Michigan, obviously, does not have a vacant defensive coordinator job. And since Heater is the "assistant defensive coordinator" on a staff that just lost its defensive coordinator, chances are he's in line for a promotion at a school that isn't Marshall or a poor season or two away from a coaching change. Heater has no history with Rodriguez or Greg Robinson—he's bounced around a lot but never to a spot where either happened to be—and wouldn't be getting a promotion at Michigan. At best he could be the assistant defensive coordinator. The only way this happens is if Meyer brings in a new DC who sweeps out some or all of the existing folk in favor of his own guys.

Harumph. This was covered somewhat in the recruiting post yesterday but a follow-up from me: six players, all on offense, enrolled early but safety Marvin Robinson and quarterback Devin Gardner did not. That's unfortunate because if you asked me to pick the two guys I wanted in early most, I would have picked Robinson and Gardner. I'm still hoping that Gardner can find a way to redshirt this fall—this news definitely increases the chances of that—but if Forcier gets injured, having a slightly more experienced Gardner could be the difference between Rich Rodriguez taking root and getting swept out the door.

That's still less likely to have an impact than Robinson's absence. Robinson is either a safety or an OLB (or "spinner"; from now on I'm just calling the two non-spinners MLBs and the spinner and OLB) and would obviously have been in contention for a starting job somewhere if he enrolled.

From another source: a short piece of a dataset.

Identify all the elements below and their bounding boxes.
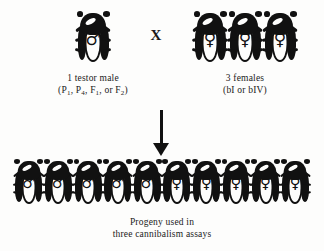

Still, it is good to have both Stephen Hopkins and Austin White in early; with the seniors out the door and presumed starter Vincent Smith laid up with an ACL tear that may last into the fall, those two, Mike Shaw, Mike Cox, and Fitzgerald Toussaint will go to war to be 1B to Smith's probable 1A.

Boo, but in a yay way. Hockey picked up a big commit for 2012 in forward Cristoval "Boo" Nieves, who the Hockey News interviewed about a month ago. He was the top player at the USA Select 15s and, FWIW, a guy on Hockey's Future relays that one of the OHL draft scouting services ranks him in the top ten. Apparently he has no interest in that route. That can change, obviously. Please allow me to go weep about Jack Campbell over here.

Etc.: Jim Delany likes it, he really likes it. Billy Taylor on Brandon's hiring. UMHoops revisits the Big Ten freshman class.